Wednesday , December 11, 2024

Visa Hopes RightCliq Adds the Right Value for Online Payments

Visa Inc. sees its new RightCliq shopping service as a means by which it can control more e-commerce transaction volume. But it might also represent a tactic by which it can add value to payments at a time when payment processing is increasingly perceived by merchants and consumers as a commodity, say some observers. “It’s gotten to the point that we take the fact that payments will work for granted, and as a result it has little perceived value,” says Red Gillen, a senior analyst who follows electronic payments for Celent LLC, a Boston-based consulting firm.

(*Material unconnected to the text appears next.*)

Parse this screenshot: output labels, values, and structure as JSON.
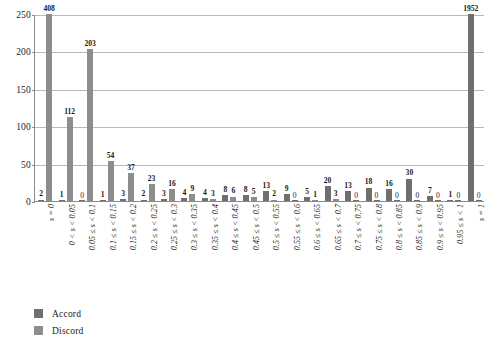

RightCliq, which Visa unveiled in March and officially launched this week, represents one of the San Francisco, Calif.-based card network’s most ambitious thrusts in e-commerce. Already, 30 of the 100 largest online merchants have signed up to feed discounts and other offers through the service, according to Charlie Wilson, head of e-commerce for Visa, with more on the way. “We’re encouraged by the early merchant feedback,” he says.

Visa is likely to introduce a mobile version of RightCliq, as well, though Wilson stops short of saying when or what form a mobile service would take. “We’re actively looking at it right now,” he says, cautioning he can’t comment further.

A plug-in that allows consumers to store payment card details in an e-wallet, RightCliq enables automated form-filling on checkout pages, serves up discounts and other offers from select merchants, and lets shoppers seek feedback from friends on items they’re considering for purchase. Users can load details for cards from Visa competitors as well as prepaid cards and store-issued plastic. They can also store products in a so-called Wishspace, making it easier to comparison shop.

For now, the service is free to both consumers and merchants, though Wilson tells Digital Transactions News that Visa will likely levy a fee to merchants for the incremental traffic RightCliq is expected to deliver. “We’ve got a number of different potential revenue models in mind,” he says, including existing models for affiliate marketing and advertising, which assess charges based on sales. Visa, which typically works through acquiring financial institutions, is marketing RightCliq through those members but in some cases is selling it directly to large retailers, Wilson says.

Visa could also work with gateways and merchant processors to integrate RightCliq in their systems. The launch comes on the heels of the company’s closing on its $2 billion acquisition of CyberSource Corp., the Mountain View, Calif.-based provider of risk-management and transaction-gateway services to card-not-present merchants. Visa officials noted at the time they announced the CyberSource deal in April that part of the rationale was the opportunity to ease the introduction of emerging Visa e-commerce products like RightCliq by integrating them with the gateway (Digital Transactions News, April 21).

Wilson says Visa would consider offering RightCliq not only through CyberSource but through other acquiring processors, provided consumer demand for the new service proves out. “CyberSource has tremendous relationships with the merchant community,” he says. “We’re excited to build on that.” Since RightCliq is not a payment method, it requires no integration work by merchants and can work with any e-commerce site.

Visa’s objective with the new service is to generate more volume for its network, says Wilson. “It’s growing the e-commerce channel, and growing our share of that channel,” he says in characterizing the service’s goals. But RightCliq could also help add value to what is essentially a commodity payment service, says Gillen. Without incremental value, a basic payments service makes pricing hard to sustain and leaves doors open to rivals. “If you offer just the payment, you could be usurped by somebody else,” he notes. “Visa is moving out of its traditional role of just effecting payments.”

Others are, as well. Already, MasterCard has introduced a service called MasterCard Marketplace that serves up special deals for online shoppers, working with a New -York City-based e-commerce firm called Next Jump Inc. The online version launched in April, with a mobile version becoming available last month.

“I don’t view Visa’s network business as a commodity business,” Wilson says, but he agrees services like RightCliq offer more value for Visa and its clients to sell consumers and merchants. “RightCliq is intended to drive incremental value,” he says. “It’s additive to our current existing business.”